Scripting the disassembler: Local agentic reverse engineering through vbdec’s live COM object model
The article details a novel approach to reverse engineering where the VB6 disassembler vbdec exposes its internal object model via the Windows Component Object Model (COM). This allows local AI agents to programmatically query and automate complex analysis tasks, such as decompilation and call graph generation, without requiring built-in AI features or cloud uploads.
Detection / HunterGoogle
What Happened
Security researchers have demonstrated a new way to use AI to analyze software programs without sharing sensitive data online. By tweaking a specific analysis tool called vbdec, they allowed local AI assistants to directly read and interact with the tool's internal data. This means analysts can simply ask the AI to map out or explain complex code, saving hours of manual work. It matters because it keeps sensitive files safe on the user's computer while vastly speeding up the investigation process. Security teams should consider adopting tools that allow this kind of local, scriptable AI interaction.
Key Takeaways
- Analysis tools can support AI agent workflows by exposing their internal data models via scripting interfaces like COM, rather than building in native AI features.
- The vbdec disassembler registers its parsed VB6 project in the Windows Running Object Table (ROT), allowing local scripts to query it directly.
- Local AI agents (such as Claude Code) can automate complex reverse engineering tasks like decompilation and call graph generation without sending sensitive binaries to the cloud.
- This architecture turns a GUI-based disassembler into a persistent data server, decoupling the tool's capabilities from its hardcoded feature list.
Affected Systems
- Windows (Reverse Engineering Environments)
Attack Chain
This article does not describe an attack chain. Instead, it outlines a reverse engineering methodology where an analyst uses a local AI agent to interact with the vbdec disassembler via Windows COM. The agent executes VBScript to query the disassembler's live object model, automating tasks like decompilation, call graph generation, and opcode database construction.
Detection Availability
- YARA Rules: No
- Sigma Rules: No
- Snort/Suricata Rules: No
- KQL Queries: No
- Splunk SPL Queries: No
- EQL Queries: No
- Other Detection Logic: No
No detection rules are provided as this article discusses a reverse engineering tool and methodology rather than a threat.
Detection Engineering Assessment
EDR Visibility: None — The article discusses a local reverse engineering workflow, not malicious activity to be detected by EDR. Network Visibility: None — The described AI agent and COM interactions occur entirely locally on the analyst's workstation.
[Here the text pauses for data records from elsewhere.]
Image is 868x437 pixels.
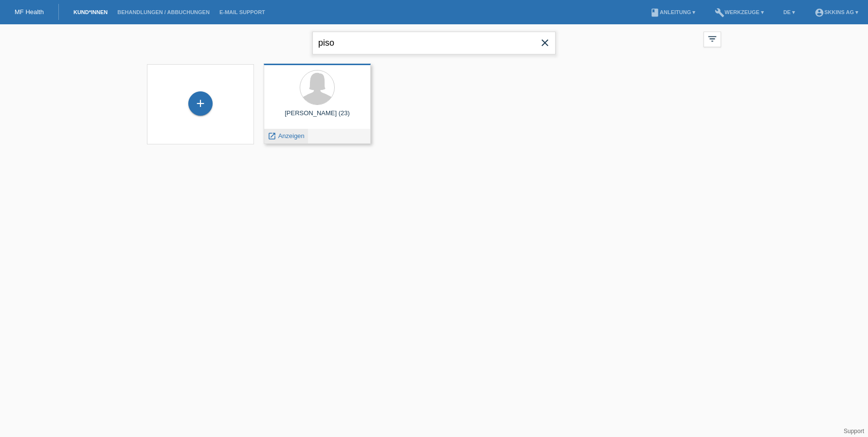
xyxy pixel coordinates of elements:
i: build [715,7,724,18]
input: Suche... [312,31,556,54]
a: MF Health [14,8,44,16]
i: launch [267,132,276,141]
div: [PERSON_NAME] (23) [271,109,363,125]
a: launch Anzeigen [267,133,305,139]
i: book [650,7,660,18]
i: close [539,37,551,49]
a: Support [844,427,864,434]
i: filter_list [707,33,718,44]
a: DE ▾ [778,10,800,15]
a: E-Mail Support [214,10,270,15]
a: Behandlungen / Abbuchungen [112,10,214,15]
a: buildWerkzeuge ▾ [710,10,769,15]
span: Anzeigen [278,133,305,139]
a: Kund*innen [69,10,112,15]
a: account_circleSKKINS AG ▾ [809,10,863,15]
i: account_circle [814,7,824,18]
a: bookAnleitung ▾ [645,10,700,15]
div: Kund*in hinzufügen [188,95,212,111]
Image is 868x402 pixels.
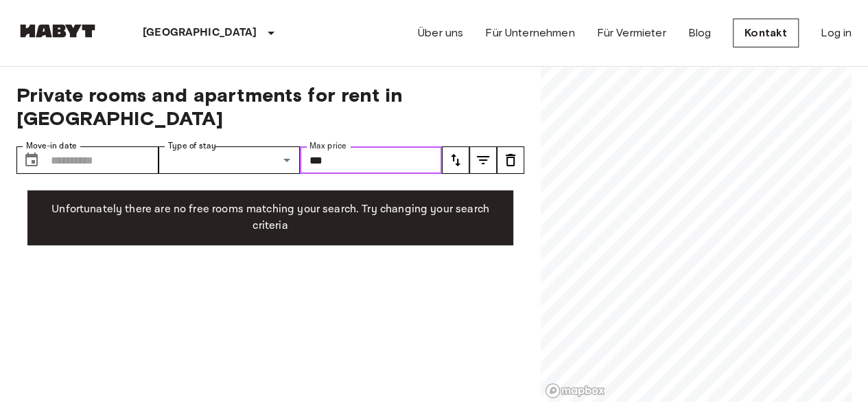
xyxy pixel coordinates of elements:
[486,25,575,42] a: Für Unternehmen
[17,24,99,37] img: Habyt
[732,18,799,47] a: Kontakt
[26,140,76,151] label: Move-in date
[545,383,605,399] a: Mapbox logo
[497,146,525,174] button: tune
[821,25,851,42] a: Log in
[143,25,258,42] p: [GEOGRAPHIC_DATA]
[418,25,463,42] a: Über uns
[596,25,666,42] a: Für Vermieter
[442,146,470,174] button: tune
[309,140,347,151] label: Max price
[470,146,497,174] button: tune
[17,83,525,130] span: Private rooms and apartments for rent in [GEOGRAPHIC_DATA]
[17,146,45,174] button: Choose date
[38,201,502,234] p: Unfortunately there are no free rooms matching your search. Try changing your search criteria
[688,25,711,42] a: Blog
[168,140,216,151] label: Type of stay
Detection Difficulty: N/A — This is a defensive reverse engineering technique, not a threat to be detected.
Hunting Hypotheses
| Hypothesis | Telemetry | ATT&CK Stage | FP Risk |
|---|---|---|---|
| If you have visibility into script execution, consider hunting for cscript.exe or wscript.exe processes interacting with unusual COM objects via GetObject, which may indicate automated local scripting (both legitimate analysis or potential discovery). | Process Execution, Script Block Logging | Execution | High |
False Positive Assessment
- Low
Recommendations
Immediate Mitigation
- Verify against your organization's incident response runbook and team escalation paths before acting.
- Evaluate the integration of local AI agents and scriptable disassemblers (like vbdec) into your reverse engineering workflows to improve analysis efficiency.
Infrastructure Hardening
- Consider restricting access to sensitive reverse engineering environments to prevent unauthorized access to local AI models and parsed binaries.
User Protection
- Ensure reverse engineering workstations are isolated from production networks to safely analyze potentially malicious binaries.
Security Awareness
- Train malware analysts and reverse engineers on leveraging COM interfaces and local AI agents for automated binary analysis.